#### Records for the exercise:
####
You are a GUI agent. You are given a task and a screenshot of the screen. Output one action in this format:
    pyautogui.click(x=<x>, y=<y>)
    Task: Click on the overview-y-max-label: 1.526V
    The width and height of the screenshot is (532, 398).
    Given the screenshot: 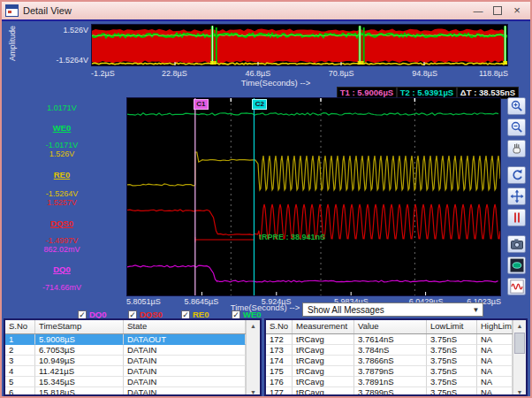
####
#### Aim of the exercise:
Output all the material verbatim, skipping every image.

#### Result:
You are a GUI agent. You are given a task and a screenshot of the screen. Output one action in this format:
    pyautogui.click(x=<x>, y=<y>)
    Task: Click on the overview-y-max-label: 1.526V
    The width and height of the screenshot is (532, 398).
    Given the screenshot: 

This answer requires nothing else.